Kathy told him to leave it alone and he thought he knew Olivia better than that, but she was absolutely right.

He's out of his depth.

He's out of his depth and he knows it, and he doesn't like it, but it's not about him.

He needs to talk to Kathy.

"How long you got?"

"That's a really pathetic attempt to change the subject, Elliot," Olivia snaps, wraps her arms around herself and he can't do anything right, he realises grimly now, can't do a damned thing right and she's going to make sure of that, still not forgiven him- still not forgiven him for a hell of a lot more than just the stupid comments he made at Christmas and he knows full well he deserves it, just doesn't know what to do to make it right again.

"I'm not trying to change the subject," he insists, forces himself to maintain his cool. "Just want to make sure you've got time to get back over to Brighton Beach before anyone realises you're gone, that's all… you okay?"

She's… tensed.

Elliot doesn't know quite how else to describe it.

She stiffens, expression twists in discomfort but he wouldn't exactly say she's in pain, freezes, hand shifts and then comes to rest firmly on the table, digs in as though she's grounding herself, unexpected, out of nowhere.

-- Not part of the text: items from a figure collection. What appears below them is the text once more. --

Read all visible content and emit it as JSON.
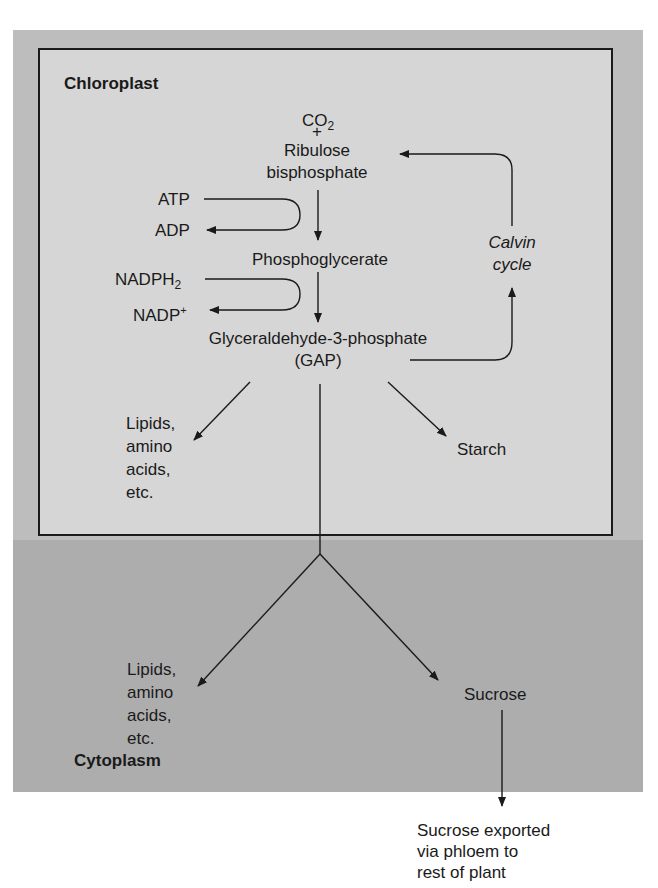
{
  "compartments": {
    "chloroplast": "Chloroplast",
    "cytoplasm": "Cytoplasm"
  },
  "nodes": {
    "co2": "CO",
    "co2_sub": "2",
    "plus": "+",
    "rubp": "Ribulose\nbisphosphate",
    "atp": "ATP",
    "adp": "ADP",
    "pga": "Phosphoglycerate",
    "nadph": "NADPH",
    "nadph_sub": "2",
    "nadp": "NADP",
    "nadp_sup": "+",
    "gap": "Glyceraldehyde-3-phosphate\n(GAP)",
    "calvin": "Calvin\ncycle",
    "lipids_chloro": "Lipids,\namino\nacids,\netc.",
    "starch": "Starch",
    "lipids_cyto": "Lipids,\namino\nacids,\netc.",
    "sucrose": "Sucrose",
    "export": "Sucrose exported\nvia phloem to\nrest of plant"
  }
}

"I'm fine," she insists. "I'm fine…"

"You sure as hell don't look it."

He's pushing.

He's pushing, and it could all backfire horribly at any moment, but he's acutely aware that he's supposed to be letting her walk back into St Ksenia's all alone within the next thirty minutes or so and he just doesn't feel comfortable with that idea all the while she's like this.

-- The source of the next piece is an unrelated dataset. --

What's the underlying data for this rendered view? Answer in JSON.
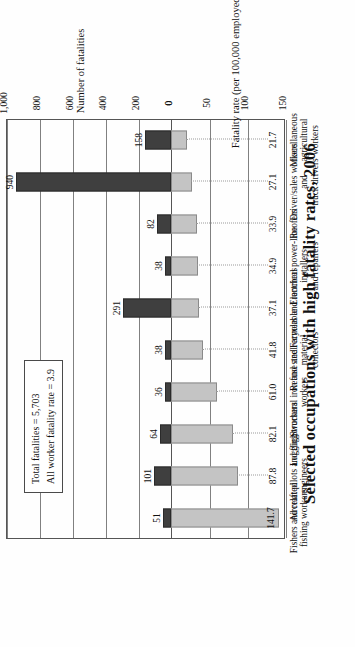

"Just…" Olivia wraps her hands around her coffee cup as though she's clinging onto it for dear life, fixes her gaze firmly on the diner table top. "Just… I don't know. Time of the month, probably…"

"Probably?"

"Oh my god, I am not having this conversation with you again…"

"Again?" Elliot questions, ignores the nagging feeling inside him that he needs to drop this, now, before she storms out without giving him chance to complete her check-in paperwork. "I don't remember having this conversation be-"

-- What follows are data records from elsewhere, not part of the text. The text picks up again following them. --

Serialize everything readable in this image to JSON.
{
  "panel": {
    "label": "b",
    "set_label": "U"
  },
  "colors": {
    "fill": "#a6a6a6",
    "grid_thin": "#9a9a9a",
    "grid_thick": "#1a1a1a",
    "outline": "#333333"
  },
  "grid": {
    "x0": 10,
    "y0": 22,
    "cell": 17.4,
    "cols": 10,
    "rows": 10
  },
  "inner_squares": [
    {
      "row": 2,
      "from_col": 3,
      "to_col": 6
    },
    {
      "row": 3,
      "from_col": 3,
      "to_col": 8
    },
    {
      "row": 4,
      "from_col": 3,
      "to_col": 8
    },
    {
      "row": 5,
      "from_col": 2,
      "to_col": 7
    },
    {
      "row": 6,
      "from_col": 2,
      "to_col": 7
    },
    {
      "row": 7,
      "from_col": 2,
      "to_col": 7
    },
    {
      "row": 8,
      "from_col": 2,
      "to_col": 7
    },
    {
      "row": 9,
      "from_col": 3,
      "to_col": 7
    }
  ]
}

"Things get less… predictable with age, that's what I mean…"

It's still a sensitive subject for her, Elliot realises all-too-late.

And he knew that, for god's sake.

They've been here before, getting on for a decade ago, and she tearfully shut him down then and still he apparently hasn't learned.

It's just another reminder, he supposes.

Another unwelcome reminder that she's out of time, that the family he knows she's desperately wanted for such a long time now will never be, that she'll never be given the chance to be the incredible mother he knows she would have given the chance- because the thirteen years he spent with her and the nine months he's been back have left no doubt in his mind that she was put on this earth to be a parent, that she's a natural with kids all the way through from newborns to young adults, that life is so goddamned unfair.

Unless…

But she can't be.

She insists she can't be, and he has to trust her judgement on that.

Kathy is right.

It's none of his business.

Olivia's body, Olivia's life, nothing to do with him.

But what if…

"Okay," Elliot shrugs her off casually, gently, fights with all his might to strike a careful balance between letting it go and ensuring she knows that he's here, that he's not leaving, even when their time is up and he'll watch her disappear into the subway station across the street, wait a few minutes to ensure no one who might be watching her sees him walk three blocks north to his unmarked police car, drive back across the Brooklyn Bridge to Manhattan with fuck all to report back to Cragen but a string of new worries he can't fully articulate, therefore can't justify, won't be allowed to do a goddamned thing about, useless, fucking useless, failed her for two years straight and he's still failing her now, failing her spectacularly and he doesn't know how to change it for the better, can't shake the awful, sinking feeling in the pit of his stomach that she's slipping through his fingers, freefalling, and not one of them is doing a damned thing about it. "Okay. You got everything you need over there? Because I can do you a Wallgreens, run, bring you…"

"Oh my god, Elliot," Olivia sighs, shoots him the most exasperated look he's earned from her yet. "It's a women's refuge run by a Russian convent in Brighton Beach, for god's sake. Not Arkhangelsk Oblast."